The simple fact that there is an unnecessary amount of control given to a single person over the information and communication you share and consume automatically makes the environment this person controls an unsafe environment for free speech. Yes, there should be moderation, but it should by moderation by the community, not the person on the top of the unnecessary hierarchy. Centralized social media only serves its owners, it exists for no other reason.

[–] [email protected] 34 points 1 month ago (1 children)
[–] [email protected] 5 points 1 month ago* (last edited 1 month ago)

The things being said here are a good start, but you cant do anything without other people. And if you and your community dont like the reccomended actions here? Make up your own plan with them! We cant just wait until we have the perfect plan to stop fascism and fix alll the world's issues. We need to start working together now.

[–] [email protected] 38 points 1 month ago (10 children)

What can you do as an individual? not much. A community? Now we're talking.

Find people to fight fascism with.

[–] [email protected] 4 points 1 month ago* (last edited 1 month ago)

Yeah, them saying this really just means that they dont need location data to spt on you

 

Hi lemmy.

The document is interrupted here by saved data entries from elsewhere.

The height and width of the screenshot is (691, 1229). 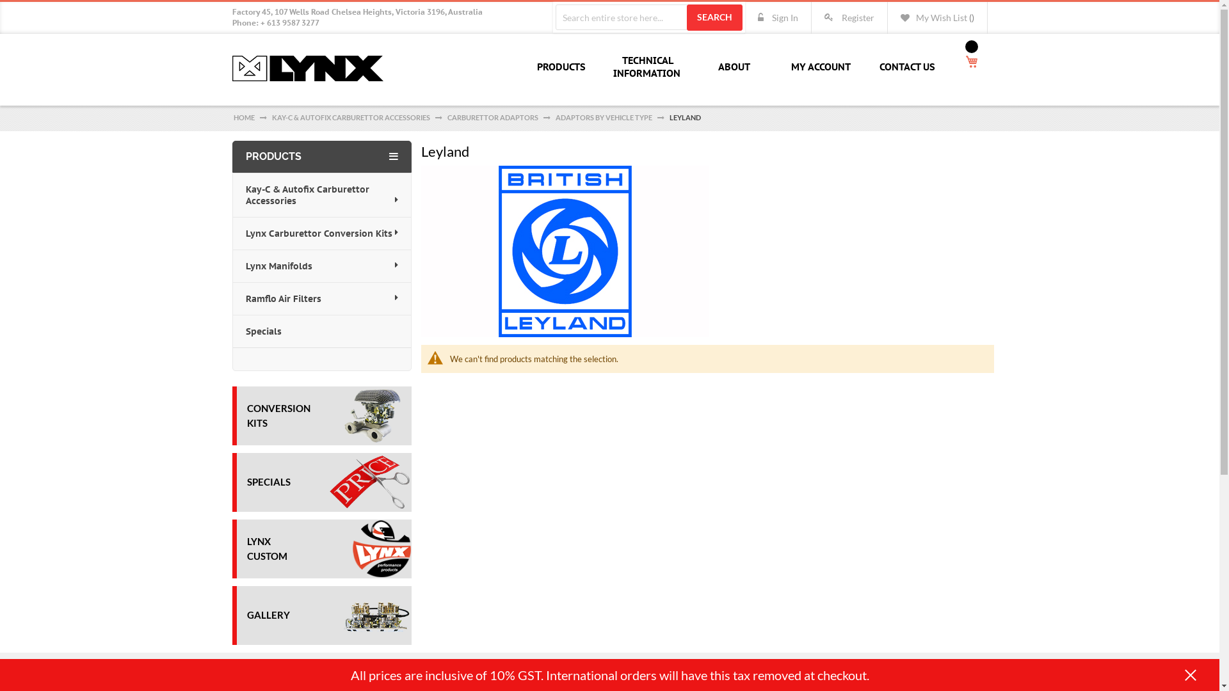 What do you see at coordinates (937, 18) in the screenshot?
I see `My Wish List` at bounding box center [937, 18].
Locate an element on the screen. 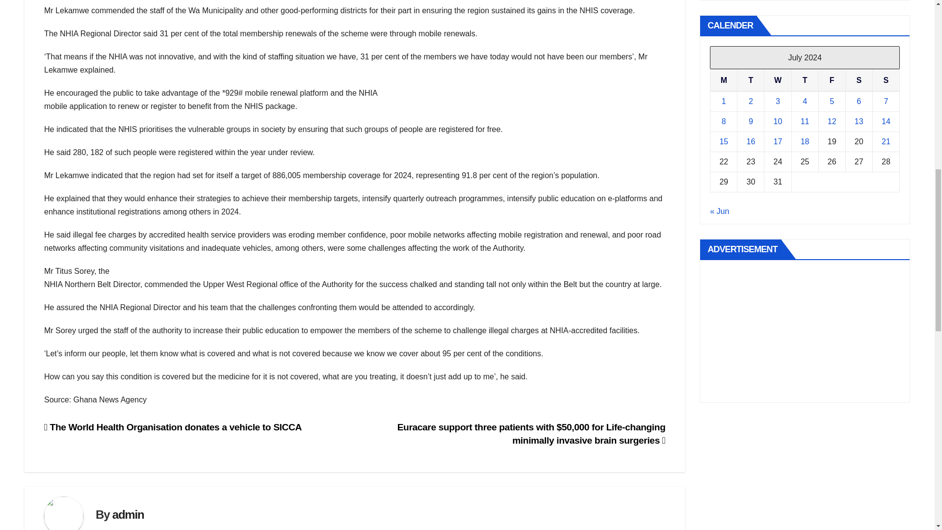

One time I was on YouTube and I wanted to learn more about my latest interest, neuroscience, so I entered into the search bar "Neuroscience" and every single result was from self help gurus.

Oftentimes, I will attempt to find information for something im curious about. More often then not, my search will be slowed by thousands of shitty SEO optimized/self-help guru made/absolutely utterly useless "Top 10 Things to so for X" content. This happens on pretty much every large platform I have ever searched on ever.

have gotten better at googling and searching for the results I want(searching "neuroscience lecture" instead of "neuroscience") But I can only improve my googling skills so much, so that's why I wanted to ask a few questions:

  1. How do I search the internet/google for blogs/forums/media from experts easily? Is there a chrome extension to remove SEO overoptimized results? Do I need to use a different search engine?

  2. Are there any approaches I can take that apply to more then just google?